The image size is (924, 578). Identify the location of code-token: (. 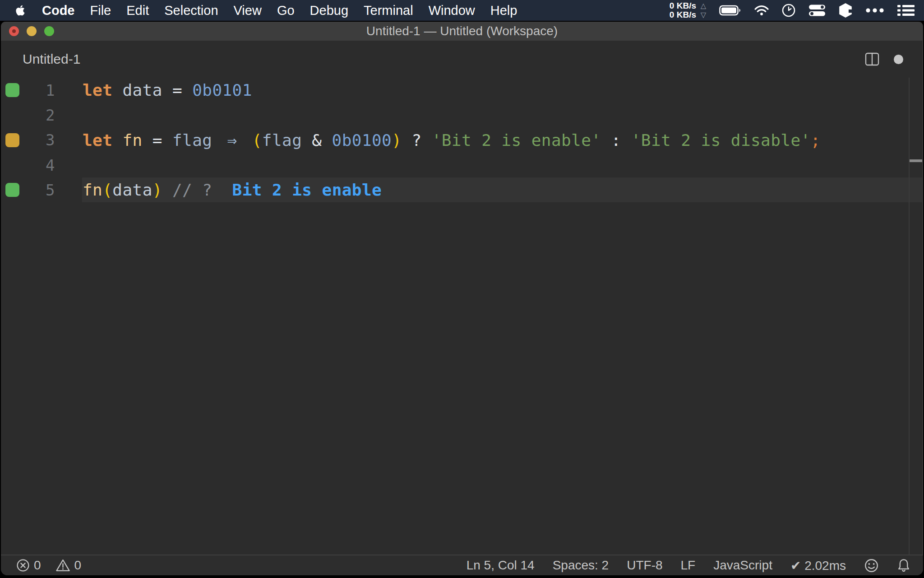
(107, 190).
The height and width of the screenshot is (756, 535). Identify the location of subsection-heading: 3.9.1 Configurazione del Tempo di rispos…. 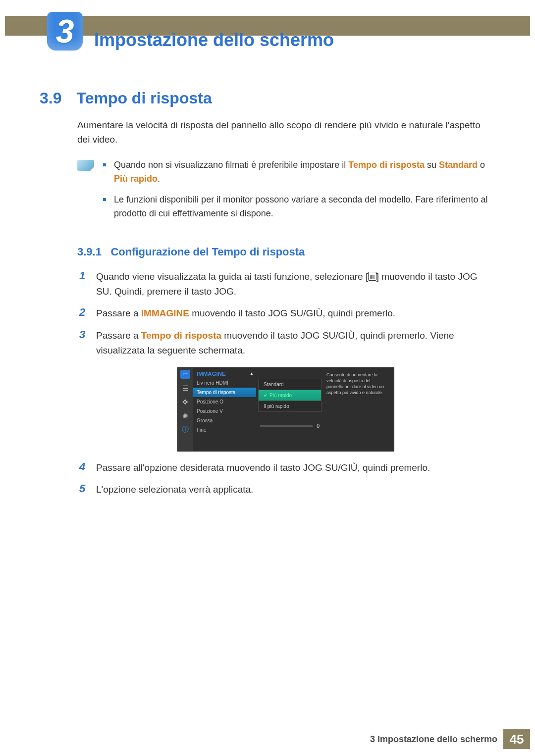
(286, 252).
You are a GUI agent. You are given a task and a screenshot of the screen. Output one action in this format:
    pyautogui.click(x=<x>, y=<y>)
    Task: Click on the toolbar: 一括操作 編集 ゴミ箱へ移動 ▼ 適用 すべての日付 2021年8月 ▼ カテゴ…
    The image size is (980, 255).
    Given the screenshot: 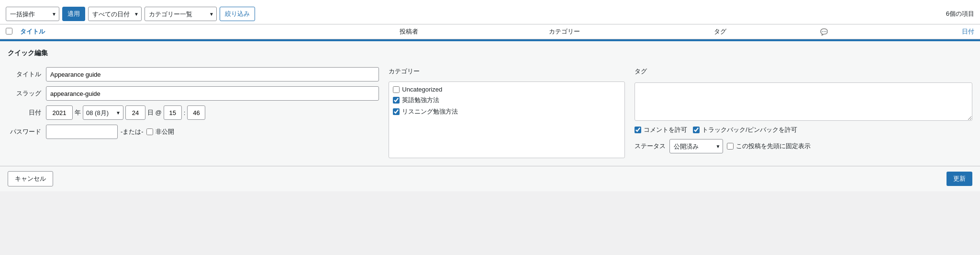 What is the action you would take?
    pyautogui.click(x=490, y=14)
    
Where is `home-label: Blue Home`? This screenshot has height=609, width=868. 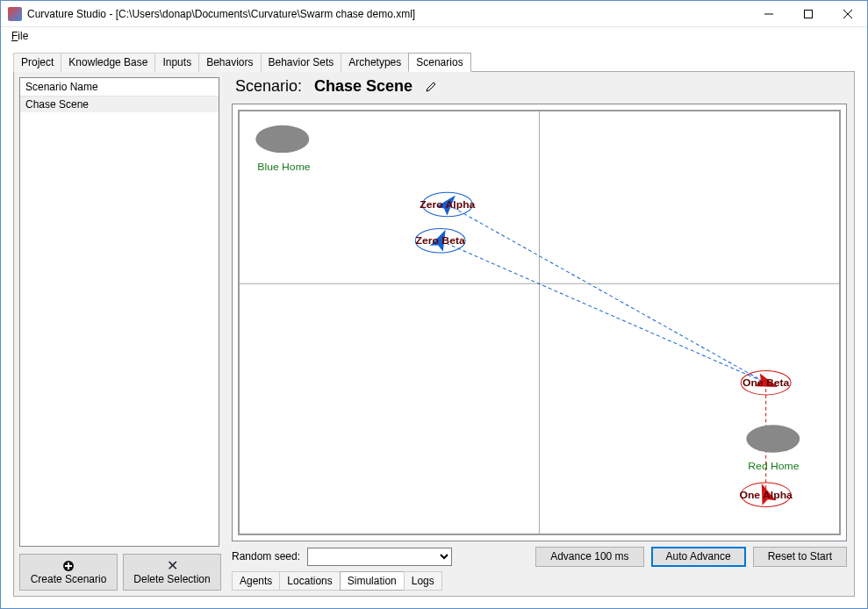
home-label: Blue Home is located at coordinates (284, 167).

■ **Task to complete**: Write out, word for word, the stretch of entries that begins at the line with "The height and" and ends at the line with "pyautogui.click(x=<x>, y=<y>)". Pictures do not belong in it.

■ **Response to this task**:
The height and width of the screenshot is (756, 535). Identify the location of subsection-heading: 3.9.1 Configurazione del Tempo di rispos…. 
(286, 252).
You are a GUI agent. You are given a task and a screenshot of the screen. Output one action in this format:
    pyautogui.click(x=<x>, y=<y>)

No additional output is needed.